Secrecy and Security News
Newer News: February 2017
January 2017
- NRO Denies Release of Unclassified Portions of FY 2016 Budget Justification Book, January 23. "The NRO has determined that a series of unclassified items in the document in the aggregate reveals associations or relationships not otherwise revealed in the unclassified items individually."
- Make America, wait, what again? US Army may need foreign weapons to keep up by Thomas Claburn, The Register, January 23. "A Congressional Research Service (CRS) report published last week finds that the US Army has failed to modernize its ground combat systems and now faces the possibility of operating under the limitations of Cold War-era equipment for years to come."
- Elite Scientists Have Told the Pentagon That AI Won't Threaten Humanity by Ben Sullivan, Motherboard, January 19. "A new report authored by a group of independent US scientists advising the US Dept. of Defense (DoD) on artificial intelligence (AI) claims that perceived existential threats to humanity posed by the technology, such as drones seen by the public as killer robots, are at best 'uninformed'."
- Federal Policy for the Protection of Human Subjects, Federal Register, January 19. "This final rule is intended to better protect human subjects involved in research, while facilitating valuable research and reducing burden, delay, and ambiguity for investigators. These revisions are an effort to modernize, simplify, and enhance the current system of oversight."
- DoD support for sporting events 2016, DoD report to Congress, January 19. "In 2016, DoD provided support to 21 sporting events at a total cost of $2,651,513."
- CIA Posts More Than 12 Million Pages of CREST Records Online, CIA news release, January 17. "The largest collection of declassified CIA records is now accessible online. Approximately 930,000 documents, totaling more than 12 million pages are now available through the CIA's Electronic Reading Room on cia.gov."
- Presidential Order Commuting the Sentence of Chelsea Manning, January 17. "I hereby commute the sentence of 35 years' imprisonment adjudged on August 21, 2013, to time served plus 120 days, leaving intact a11 other conditions and components of the sentence."
- Obama commutes sentence of Chelsea Manning, soldier convicted for leaking classified information by Ellen Nakashima and Sari Horwitz, Washington Post, January 17. "President Obama commuted the 35-year prison sentence of Chelsea Manning, an Army private convicted of taking troves of secret diplomatic and military documents and disclosing them to WikiLeaks, after deciding that Manning had served enough time."
- The CIA's Secret History Is Now Online by Jason Leopold, Buzzfeed, January 17. "After restricting access to just four computers in a room in Washington, DC, the CIA is finally putting 12 million declassified pages on the web for all to see."
- Will Obama pardon Snowden? by Josh Gerstein, Politico, January 17. "It's unlikely, but a 2001 Clinton pardon reflected concerns about using the Espionage Act against whistleblowers."
- There Are Now Questions About Whether The Secret Trump Dossier Is Classified by Ali Watkins, Buzzfeed, January 13. "The dossier, whose contents remain unverified by the intelligence community, was included in a rare, high-level briefing -- and now intelligence officials don't even know if they can talk about it."
- US Nuclear Stockpile Numbers: End of Fiscal Years 1962-2016, DOE/DoD, January 12. There were 4,018 warheads in the stockpile at the end of FY 2016.
- Sentencing Memorandum on Behalf of Gen. James Cartwright (defense memorandum), January 10. "With deepest respect for the rule of law -- and without minimizing his misconduct -- General Cartwright submits this Sentencing Memorandum in support of his request for a noncustodial sentence." US Memorandum on Sentencing (prosecutors' memorandum), January 10. "The United States recommends that the Court impose a sentence of 24 months of incarceration in this case."
- Jeremy Stone, Who Influenced Arms Control During Cold War, Dies at 81 by Richard Sandomir, New York Times, January 6. "Jeremy J. Stone, a mathematician whose ideas about minimizing the possibility of a nuclear catastrophe influenced arms-control negotiators in the United States and the Soviet Union during the Cold War, died on Sunday at his home in Carlsbad, Calif. He was 81."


TASK BRIEF: This exercise asks for every line of the material that includes the word "Image".

MATERIAL FOR THIS EXERCISE:
········

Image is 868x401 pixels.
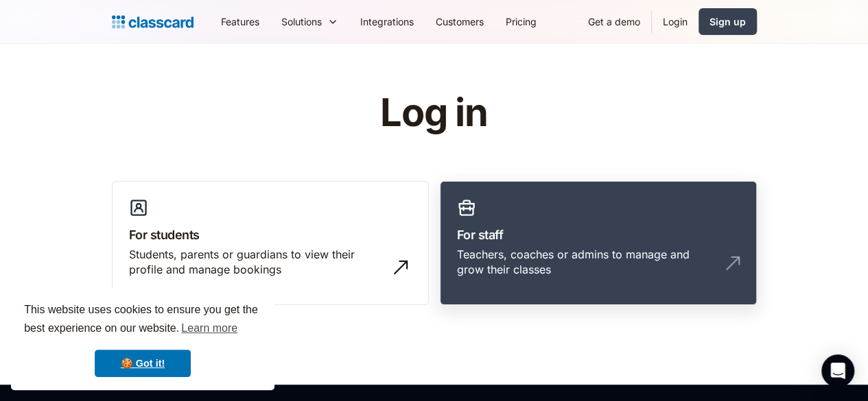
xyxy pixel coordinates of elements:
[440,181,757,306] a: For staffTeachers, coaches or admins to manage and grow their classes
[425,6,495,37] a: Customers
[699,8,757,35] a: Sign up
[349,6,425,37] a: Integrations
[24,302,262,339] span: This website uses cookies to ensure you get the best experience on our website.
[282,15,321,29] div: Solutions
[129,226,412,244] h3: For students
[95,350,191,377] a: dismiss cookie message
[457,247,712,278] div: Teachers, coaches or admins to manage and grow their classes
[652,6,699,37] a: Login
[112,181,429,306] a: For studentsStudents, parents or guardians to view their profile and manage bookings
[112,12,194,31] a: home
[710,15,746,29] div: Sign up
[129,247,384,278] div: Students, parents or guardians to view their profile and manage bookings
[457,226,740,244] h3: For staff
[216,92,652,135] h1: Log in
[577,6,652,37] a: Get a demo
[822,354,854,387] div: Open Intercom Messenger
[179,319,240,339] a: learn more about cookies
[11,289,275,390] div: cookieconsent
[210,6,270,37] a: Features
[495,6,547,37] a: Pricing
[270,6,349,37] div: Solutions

········

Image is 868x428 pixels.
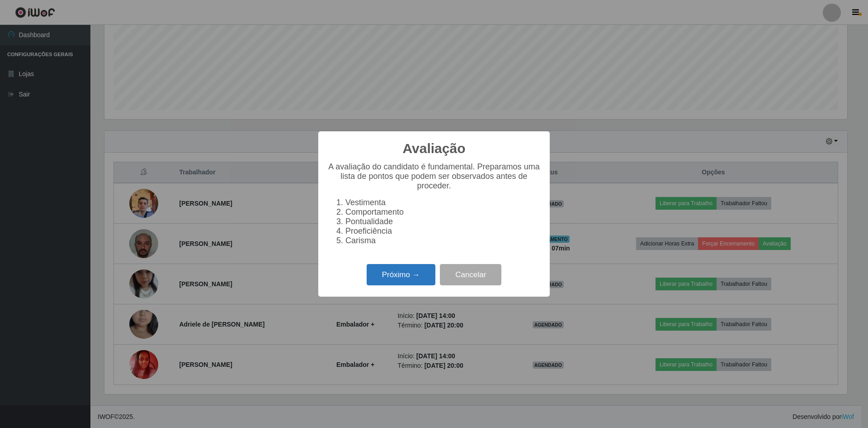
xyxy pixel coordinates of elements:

········

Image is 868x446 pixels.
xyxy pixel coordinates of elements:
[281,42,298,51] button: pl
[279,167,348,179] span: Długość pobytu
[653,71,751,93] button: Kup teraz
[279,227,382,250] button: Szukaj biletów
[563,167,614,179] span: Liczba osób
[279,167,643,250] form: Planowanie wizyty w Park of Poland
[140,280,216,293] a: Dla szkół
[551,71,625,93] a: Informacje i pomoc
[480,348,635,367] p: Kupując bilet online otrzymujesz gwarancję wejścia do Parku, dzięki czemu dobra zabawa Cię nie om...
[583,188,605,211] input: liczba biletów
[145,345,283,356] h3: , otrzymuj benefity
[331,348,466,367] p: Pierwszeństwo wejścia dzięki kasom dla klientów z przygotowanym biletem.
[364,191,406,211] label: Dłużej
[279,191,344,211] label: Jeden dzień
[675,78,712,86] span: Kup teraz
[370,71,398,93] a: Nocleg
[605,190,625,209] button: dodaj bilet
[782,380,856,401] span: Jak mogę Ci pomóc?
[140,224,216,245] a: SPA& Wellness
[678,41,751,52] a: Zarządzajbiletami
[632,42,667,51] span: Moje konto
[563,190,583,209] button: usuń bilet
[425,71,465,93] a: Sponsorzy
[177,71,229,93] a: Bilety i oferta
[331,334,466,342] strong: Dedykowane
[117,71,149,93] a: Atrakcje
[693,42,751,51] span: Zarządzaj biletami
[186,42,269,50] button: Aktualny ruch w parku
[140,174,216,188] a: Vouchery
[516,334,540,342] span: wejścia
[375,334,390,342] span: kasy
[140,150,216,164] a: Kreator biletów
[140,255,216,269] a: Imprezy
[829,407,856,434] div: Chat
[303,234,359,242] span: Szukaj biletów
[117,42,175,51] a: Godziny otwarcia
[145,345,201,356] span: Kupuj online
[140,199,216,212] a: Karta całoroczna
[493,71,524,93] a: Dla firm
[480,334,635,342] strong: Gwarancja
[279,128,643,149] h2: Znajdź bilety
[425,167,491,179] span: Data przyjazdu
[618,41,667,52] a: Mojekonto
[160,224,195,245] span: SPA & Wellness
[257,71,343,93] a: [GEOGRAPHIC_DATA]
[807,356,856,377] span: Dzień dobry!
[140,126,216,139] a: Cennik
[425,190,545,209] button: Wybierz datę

········

REPLY:
Image is 868x401 pixels.
Image is 868x428 pixels.
Image is 868x446 pixels.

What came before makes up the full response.